To reiterate, it is Kendi, not Tuvel, who took up the transracialism equivalency in an anti-transgender direction. He thinks people should identify with the races assigned to them at birth – and therefore likewise with the genders. If you think anyone deserves cancellation for advocating that position (which I absolutely do not), you should be cancelling Kendi and not Tuvel.
But Kendi’s point is telling and importnat because it reveals a deeper contradiction in the Social Justice movement’s underlying philosophy, which is expressive individualist when it comes to gender yet essentialist when it comes to race: don’t let your biological sex determine who you are, but do let the colour of your skin determine it! I am allowed to wear all the girly shit I want, but God help me if I try to wear dreadlocks or hang a dream catcher. I am culturally appropriating everything feminine, and somehow that gets encouraged while racial cultures are newly expected to self-segregate in a way that they were not before.

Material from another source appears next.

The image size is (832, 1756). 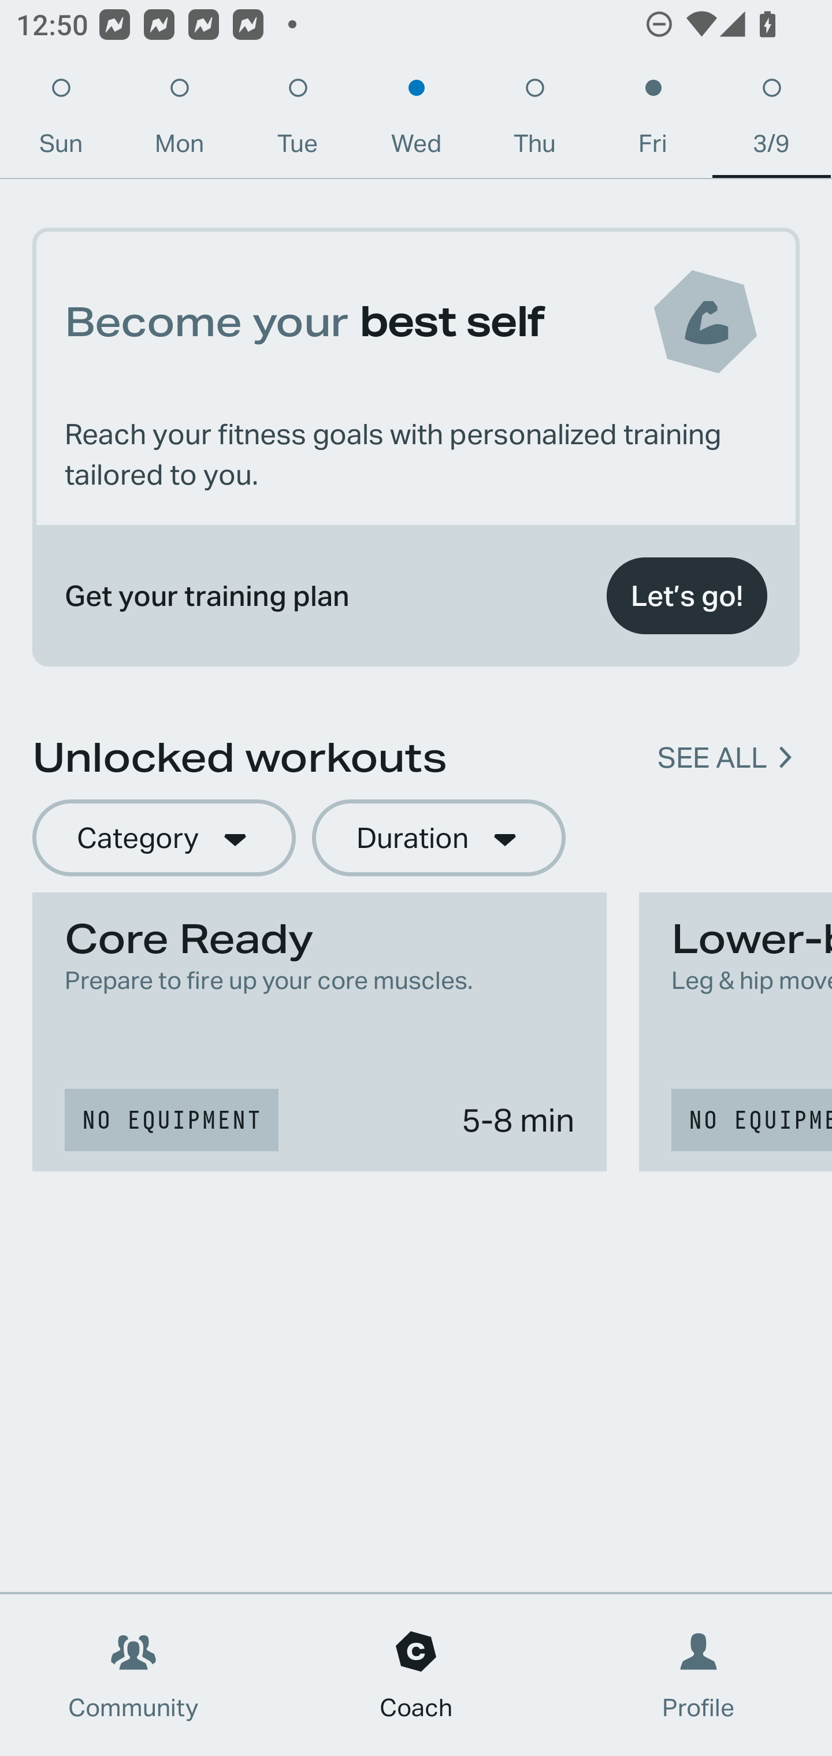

For all my overall disdain for Kendi and his embarrassingly weak arguments, I’ll grant that his anti-trans position at least gives him more consistency than is common in the movement. Tuvel and I take a consistent expressive individualist position, which Tuvel appropriately grounds in John Stuart Mill’s On Liberty: the general principle is that biology should not define our identity. A position like Kendi’s, on which it’s “horrifying” to hear someone reject their gender or their race, is at odds with that, and accordingly we reject it – but it is at least consistent on its own essentialist and collectivist grounds.
There are some reasonable objections one could have to transracialism, but in the end I don’t think they stand. I’ll take that point up next time.
I think I understand transgender identity, as when a band wrote and recorded Lola. The band was The Kinks, and “Lola” preceded surgical/hormonal sex change by several years, if not decades: “…girls will be boys and boys will be girls, it’s a mixed up, muddled up, shook up world”…, etc. Maybe The Kinks were prescient, but I doubt that. On the other hand, the term, transracial, seems a bridge too far, if, and only if, it connotes what it sounds like. I’m probably completely in the dark on this. Am probably content to remain in that darkness. Oh, well. My choice. Grandchildren have their parents for counsel and guidance—their job, not mine.
Yes, I do think “Lola” was about someone who would now be considered transgender – less because the Kinks were specially prescient and more because there have always been people who have crossed established gender boundaries. So too, people have always crossed racial boundaries ever since those have been set – and I think both of these kinds of crossings should be encouraged.